One of the Daily Dish's guest authors raises the issue here of America's delusional assumption that Iraq's care about the whole. Part of this may hark back to the negative connotations people have concerning incentives. I am referring to something along the lines of: "Altruism is what good people do, bad people need incentives to achieve the same results". As an example, in high school the founders of the US were never discussed as having benefited from the break from England, but they went from being the second class (below the ruling British) to being the elite as a result. They also got to shape the future of a nation and become one of the few models for democracy the world has ever known. How cool is that?

We should be asking questions like "Does the ruling party in Iraq feel like a stable Iraq is there only option? If not, how do we incentivize them to create a stable Iraq?". But if we are trapped in the 'good people are altruistic' mode, we can't ask those kinds of questions and hope to find an answer.

Tuesday, August 14, 2007

NPV of user

What is equation for valuating users that incorporates referrals? I haven't found this on the web anywhere and they didn't teach it at Wharton so I thought I should write up what I've managed to stumble through on my own. I probably am just missing the right terminology to do a proper search for it; maybe a reader can help.
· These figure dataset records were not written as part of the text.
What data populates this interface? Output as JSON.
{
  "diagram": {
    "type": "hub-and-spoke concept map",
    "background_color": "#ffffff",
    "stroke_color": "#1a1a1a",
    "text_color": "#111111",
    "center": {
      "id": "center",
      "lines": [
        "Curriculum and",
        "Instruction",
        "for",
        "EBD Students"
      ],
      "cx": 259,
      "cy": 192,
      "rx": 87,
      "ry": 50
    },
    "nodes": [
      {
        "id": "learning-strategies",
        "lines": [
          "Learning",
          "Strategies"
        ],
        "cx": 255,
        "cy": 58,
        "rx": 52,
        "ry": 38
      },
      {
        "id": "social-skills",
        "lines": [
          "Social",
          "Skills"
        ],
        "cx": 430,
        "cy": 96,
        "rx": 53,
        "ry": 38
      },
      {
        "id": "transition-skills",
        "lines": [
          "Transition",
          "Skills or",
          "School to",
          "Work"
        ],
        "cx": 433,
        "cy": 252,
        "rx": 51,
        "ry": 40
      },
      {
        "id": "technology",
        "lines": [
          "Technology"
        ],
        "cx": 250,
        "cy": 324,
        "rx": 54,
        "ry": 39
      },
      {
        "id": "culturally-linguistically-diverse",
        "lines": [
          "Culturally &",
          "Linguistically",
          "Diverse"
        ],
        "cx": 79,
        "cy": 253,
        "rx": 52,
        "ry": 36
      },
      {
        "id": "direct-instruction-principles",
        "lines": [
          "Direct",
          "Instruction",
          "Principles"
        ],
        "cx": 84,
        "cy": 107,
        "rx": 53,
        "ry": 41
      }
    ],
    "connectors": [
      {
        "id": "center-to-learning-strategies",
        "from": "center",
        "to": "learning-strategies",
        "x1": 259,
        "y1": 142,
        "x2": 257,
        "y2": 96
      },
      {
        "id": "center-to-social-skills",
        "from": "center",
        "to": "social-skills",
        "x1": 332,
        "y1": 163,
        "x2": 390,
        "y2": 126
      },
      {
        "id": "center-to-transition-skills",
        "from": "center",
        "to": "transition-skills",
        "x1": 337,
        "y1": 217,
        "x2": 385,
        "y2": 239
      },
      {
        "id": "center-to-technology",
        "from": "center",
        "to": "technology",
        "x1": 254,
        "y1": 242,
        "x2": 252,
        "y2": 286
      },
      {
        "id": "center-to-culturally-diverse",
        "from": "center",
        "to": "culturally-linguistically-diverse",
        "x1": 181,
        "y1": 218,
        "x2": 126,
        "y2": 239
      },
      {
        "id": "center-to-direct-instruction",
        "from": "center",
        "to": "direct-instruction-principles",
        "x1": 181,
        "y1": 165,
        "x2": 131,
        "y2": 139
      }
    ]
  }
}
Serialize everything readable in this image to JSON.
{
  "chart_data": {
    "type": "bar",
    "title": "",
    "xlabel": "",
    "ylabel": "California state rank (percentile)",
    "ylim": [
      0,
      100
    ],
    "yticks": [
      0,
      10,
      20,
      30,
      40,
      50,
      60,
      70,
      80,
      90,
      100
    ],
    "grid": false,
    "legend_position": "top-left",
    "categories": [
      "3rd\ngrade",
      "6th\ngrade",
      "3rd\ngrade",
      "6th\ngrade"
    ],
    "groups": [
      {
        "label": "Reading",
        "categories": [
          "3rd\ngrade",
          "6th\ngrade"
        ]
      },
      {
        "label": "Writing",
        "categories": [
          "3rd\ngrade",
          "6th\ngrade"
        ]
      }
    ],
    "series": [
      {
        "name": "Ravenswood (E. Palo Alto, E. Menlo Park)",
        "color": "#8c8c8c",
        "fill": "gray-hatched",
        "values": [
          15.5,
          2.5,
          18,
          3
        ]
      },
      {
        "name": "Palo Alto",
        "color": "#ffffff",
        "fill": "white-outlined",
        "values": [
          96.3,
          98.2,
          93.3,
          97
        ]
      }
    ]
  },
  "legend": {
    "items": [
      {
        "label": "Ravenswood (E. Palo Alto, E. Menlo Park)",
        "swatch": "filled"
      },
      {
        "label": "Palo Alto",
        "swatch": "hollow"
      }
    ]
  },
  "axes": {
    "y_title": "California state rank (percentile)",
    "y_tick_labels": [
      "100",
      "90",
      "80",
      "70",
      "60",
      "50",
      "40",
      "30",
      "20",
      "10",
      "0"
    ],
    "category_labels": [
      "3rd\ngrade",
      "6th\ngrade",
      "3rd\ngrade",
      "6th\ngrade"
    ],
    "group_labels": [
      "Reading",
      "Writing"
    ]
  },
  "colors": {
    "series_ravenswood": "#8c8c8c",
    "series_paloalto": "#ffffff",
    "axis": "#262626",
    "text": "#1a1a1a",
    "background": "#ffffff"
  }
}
  1. It costs money to acquire a user. Let's call this the cost per click (CPC)

  2. It not all clicks lead to registered users. Let's call this the conversion rate for ads (CONV-ADS)

  3. Each registered user is worth money. We can break this out in terms of click through rates etc. but for now lets just stick to average revenue per user (ARPU)

  4. Each user refers one or more users (REF)

  5. Each referred user has its own conversion rate (CONV-REF)

  6. Finally, refers take time. We can break out average time per referral and use a yearly discount rate, but to simplify let's assume you did that and now just have a discount rate per referral iteration (DIS)



The equation starts out like this:

NPV = -CPC + CONV-AD * ARPU

Which is simply chance of getting a registered user times value of that user minus cost of acquisition.

Now to add referrals, we change the value of that user:

NPV = -CPC + CONV-AD * (ARPU + REF * CONV-REF * ARPU)

This prices in the value of the referrals to the value of the original user. The discount rate leads to:

NPV = -CPC + CONV-AD * (ARPU + REF * CONV-REF * (1 / (1 + DIS)) * ARPU)

But of course each referal can refer someone else:

NPV = -CPC + CONV-AD * (ARPU + REF * CONV-REF * (1 / (1 + DIS)) * (ARPU + REF * CONV-REF * (1 / (1 + DIS)) * (ARPU + REF * CONV-REF * (1 / (1 + DIS)) * ...

You get a geometric series which converts back down to:

NPV = -CPC + CONV-AD * ARPU / ( 1 - X)

Where X = REF * CONV-REF / ( 1 + DIS)

This converges if X < 1, otherwise you get infinite value per user. Of course this assumes conversion rates, referral rate and ARPU are constant as your user base grows and therefore can't really 'price' infinite iterations of referrals, but I'm finding it useful to do sensitivity analysis on various changes to web sites when I set N in the geometric series to something like 3 rather than infinity as above.

Renaming some of the terms will probably make this equation less web centric, but the web vocabulary is what I'm most familiar with these days.

Money blinders

The Economist comes to the conclusion that the west no longer controls worldwide money supply here. I think they are underestimating money supply growth greatly; what about all the counterfeit currency the North Koreans are printing? That won't show up in official reports. The M0 increase may be concentrated in the west so even their assumption that all the growth is in emerging markets may be wrong.